To prevent recurrent tendinitis, players will need to review and correct their throwing mechanics. Strengthening the muscles around that strained area and improving throwing efficiency will also optimize distribution of force around the whole kinetic chain to mitigate injury risk in the future.

Unfortunately, some elbow injuries start out as tendinitis, but repeated strain on the stretch mechanism along the inside of the elbow can also cause chronic damage to the ulnar collateral ligament – which baseball pitchers dread. Treatment for this injury is a reconstructive surgery known as Tommy John surgery.

“If you continue to throw through the pain, your ligament will slowly have micro tears from stretching the ligament over time,” Dr. Blonski said. “This gets looser over time, leading to instability at the elbow, which can cause pain and other damage.”

Stress or growth plate fractures

Young athletes who do the same motions frequently can develop repetitive use injuries, which can progress to stress fractures or growth plate fractures.

For youth baseball players, both the shoulder and elbow have growth plates in the bones that are prone to stress and inflammation because they have not yet hardened fully into bone.

If you put too much stress on those areas, growth plates can gradually be damaged. Growth plate damage has the potential to cause long-lasting issues because children and adolescents are at risk of stunting their growth or developing arthritis in the future.

“When you have older athletes whose bones have fully hardened, they face less risk for these growth plate stress injuries,” Dr. Blonski said.

Treatment

From a prevention standpoint, youth baseball leagues have guidelines in place for how much throwing should be done at a young age.

Treating stress or growth plate fractures requires immobilizing the affected area using a cast or splint for about two weeks, then reevaluating the injury using x-rays.

Bruising or contusions

Batters who are struck by a ball or players who are hit by a swinging bat can suffer deep bruising, contusions, and even fractures.

Sometimes, the ball can come back into a catcher’s chest or head. These situations are rare, but possible. The same is true if a batter hits a pitcher or other player with a line drive. If a player is hit in the wrist by a pitch or the nub of a bat strikes their finger or thumb in just the right spot, fractures are possible.

Treatment

Injuries where a player is hit by a ball are typically ones you can play through after putting ice on the injury to reduce swelling.

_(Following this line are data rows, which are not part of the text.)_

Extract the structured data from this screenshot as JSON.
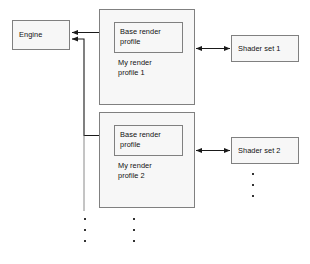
{
  "diagram": {
    "type": "block-diagram",
    "canvas": {
      "width": 310,
      "height": 264
    },
    "style": {
      "node_fill": "#f7f7f7",
      "node_border": "#808080",
      "connector_color": "#1a1a1a",
      "text_color": "#111111"
    },
    "nodes": {
      "engine": {
        "label": "Engine",
        "x": 12,
        "y": 20,
        "w": 58,
        "h": 30
      },
      "profile1": {
        "label": "My render\nprofile 1",
        "x": 99,
        "y": 9,
        "w": 96,
        "h": 96
      },
      "base1": {
        "label": "Base render\nprofile",
        "x": 114,
        "y": 22,
        "w": 69,
        "h": 31
      },
      "profile2": {
        "label": "My render\nprofile 2",
        "x": 99,
        "y": 112,
        "w": 96,
        "h": 96
      },
      "base2": {
        "label": "Base render\nprofile",
        "x": 114,
        "y": 125,
        "w": 69,
        "h": 31
      },
      "shader1": {
        "label": "Shader set 1",
        "x": 231,
        "y": 35,
        "w": 68,
        "h": 27
      },
      "shader2": {
        "label": "Shader set 2",
        "x": 231,
        "y": 137,
        "w": 68,
        "h": 27
      }
    },
    "connectors": [
      {
        "name": "engine-to-base-render-profile-1",
        "from": "engine",
        "to": "base1",
        "arrow": "both"
      },
      {
        "name": "engine-to-base-render-profile-2",
        "from": "engine",
        "to": "base2",
        "arrow": "both"
      },
      {
        "name": "profile-1-to-shader-set-1",
        "from": "profile1",
        "to": "shader1",
        "arrow": "both"
      },
      {
        "name": "profile-2-to-shader-set-2",
        "from": "profile2",
        "to": "shader2",
        "arrow": "both"
      }
    ],
    "ellipses": [
      {
        "name": "more-engine-connections",
        "x": 84,
        "y": 218,
        "count": 3
      },
      {
        "name": "more-render-profiles",
        "x": 133,
        "y": 218,
        "count": 3
      },
      {
        "name": "more-shader-sets",
        "x": 252,
        "y": 173,
        "count": 3
      }
    ],
    "separator": {
      "name": "profile-2-separator",
      "x1": 117,
      "y1": 190,
      "x2": 157,
      "y2": 190
    }
  }
}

For possible fractures, look for swelling and pain with any sort of movement. Imaging through x-rays can confirm a fracture. Splinting or a cast for 2-6 weeks will typically help the injury to heal.

Commotio cordis

In some extremely rare cases, a person might experience cardiac arrest induced by blunt force trauma to the chest called commotio cordis. Commotio cordis can cause ventricular fibrillation – an arrhythmia of the heart’s lower chambers – which leads to loss of consciousness, difficulty breathing, sudden collapse, and/or loss of pulse.

This rarely happens with batters, but sometimes in-field players can be hit by a line drive straight to the chest.

Treatment

If this happens, do not delay immediate care. Use AEDs available on the sidelines and call 911 for emergency care.

Athletic trainers who are trained and certified in CPR are on hand at most sporting events for situations such as these. This condition, while very rare, warrants immediate medical care at an emergency department.

“As sports medicine doctors, we have a passion for taking care of athletes, but also a better understanding of what's involved with specific sports as far as the rules of the game, what the training is involved, the nuances of why certain sports have certain injuries, and how we address them while allowing the athletes to still play the game and be successful,” Dr. Blonski said.